I squeezed my eyes shut, trying to block out the faint hum of the alcoves and the overwhelming scent of black lotus and bone-ash that clung to him.
Sleep, I ordered myself. It is just a transaction.
The exhaustion of the day finally dragged me under.
The dream didn’t start like a dream. It started as a sensation.
Heat.
Not the blistering, chemical burn of the Haldi oil, but a slow, heavy warmth that soaked into my bones. The air smelled of monsoon rain and bruised jasmine, sweet and intoxicating.
I was lying on a bed of crushed petals. The silk against my skin was sheer, clinging to the dampness of my sweat.
A hand moved down my side.
It was a large hand, calloused and strong, but the touch was agonizingly slow, tracing the curve of my hip with a reverence that made my breath catch. The skin was not cold. It was burning hot, radiating a feverish intensity.
I arched into the touch, a whimper escaping my lips. The desire was overwhelming, a physical ache that eclipsed logic or thought. I knew this touch. I knew the exact pressure of those fingers, the way they mapped my body as if claiming territory they had conquered a thousand times before.
A mouth pressed against the pulse point on my neck, right where the Haldi oil had been applied. The lips were firm, hot, and desperate.
"Meera," a voice groaned against my skin. It was a low, resonant rumble, vibrating through my chest.
I opened my eyes in the dream.
Arav was above me. But it wasn’t the Arav I knew.

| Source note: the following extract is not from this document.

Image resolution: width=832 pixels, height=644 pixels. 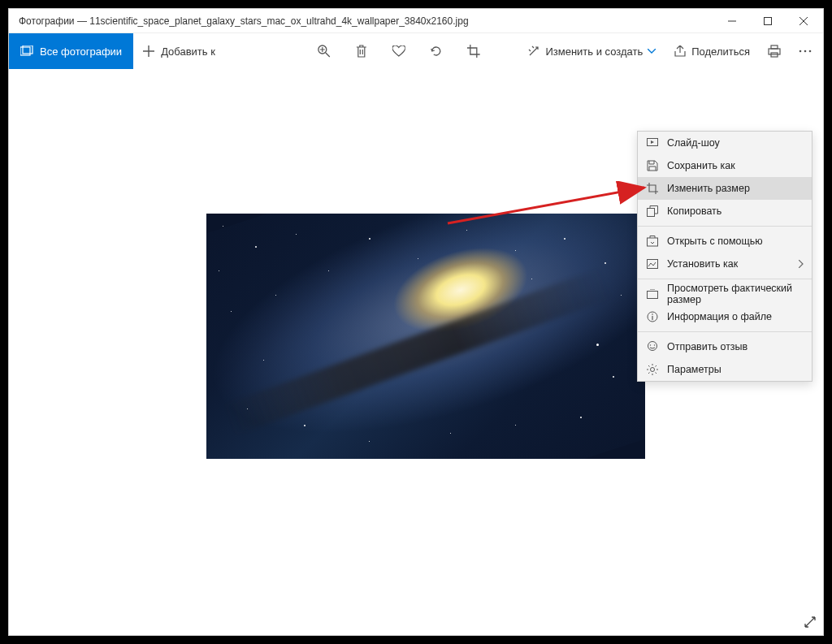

His eyes were not the obsidian voids of the Rakshasa King. They were a piercing, startling amber, bright with an emotion so raw and consuming it terrified me. It was a look of absolute, devastating adoration mixed with a possessiveness that bordered on madness.
He kissed me, and it was a collision. A violent, desperate claiming that tasted of blood and rain. I kissed him back with equal ferocity, my hands tangling in his dark hair, pulling him closer, needing the weight of him against me to ground the frantic beating of my heart.

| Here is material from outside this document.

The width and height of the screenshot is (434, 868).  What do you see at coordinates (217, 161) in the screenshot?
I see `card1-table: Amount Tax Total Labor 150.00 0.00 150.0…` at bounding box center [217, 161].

The heat was suffocating. The physical connection was a live wire, shocking my nervous system into a state of sensory overload. I could feel the thrum of his heartbeat against my chest, synchronized perfectly with my own.
"I will burn it all down," he whispered against my mouth, his amber eyes blazing. "Every cycle. Every ledger. Just for this."
I woke with a violent gasp.
I bolted upright, my chest heaving, my skin slick with cold sweat. The phantom heat of the dream still burned on my skin. My lips felt bruised.
The Chamber of Cycles was silent, bathed in the faint, eerie glow of the alcoves.
I looked frantically to the other side of the bed.
Arav was sitting up. He was not looking at me. He was staring straight ahead, his posture rigid.
The heavy, suffocating heat of the dream was gone, replaced by the abyssal cold that constantly radiated from him. The frost was creeping up the silk sheets around him.
"You felt it," I whispered, my voice trembling. The physical memory of his amber eyes, of that desperate, consuming kiss, was a brand on my mind. It felt too real. It felt like a memory.
Arav turned his head slowly. The obsidian voids met my gaze, completely devoid of the adoration I had just witnessed.
"Felt what, Impresario?" he asked, his voice a flat, dead calm.
"The dream," I said, my heart hammering against my ribs. "The past life. We were…" I swallowed the word, the implication too terrifying to voice.
Arav tilted his head slightly, a gesture of mild, chilling curiosity.
"I do not dream, Meera," he said softly. The cold in the room intensified, biting into my exposed skin. "I told you. I devoured the memories of my past six lives. There is nothing left in me to remember."
I stared at him, the realization dropping like a stone in my stomach.
He didn’t remember.
He had eaten the memory of that love, of that absolute, desperate devotion. He had hollowed himself out so completely that the echo of our past couldn’t even reach him.
And I was trapped in a palace of unpaid debts, bound to a man who had murdered the only part of himself that had ever truly loved me.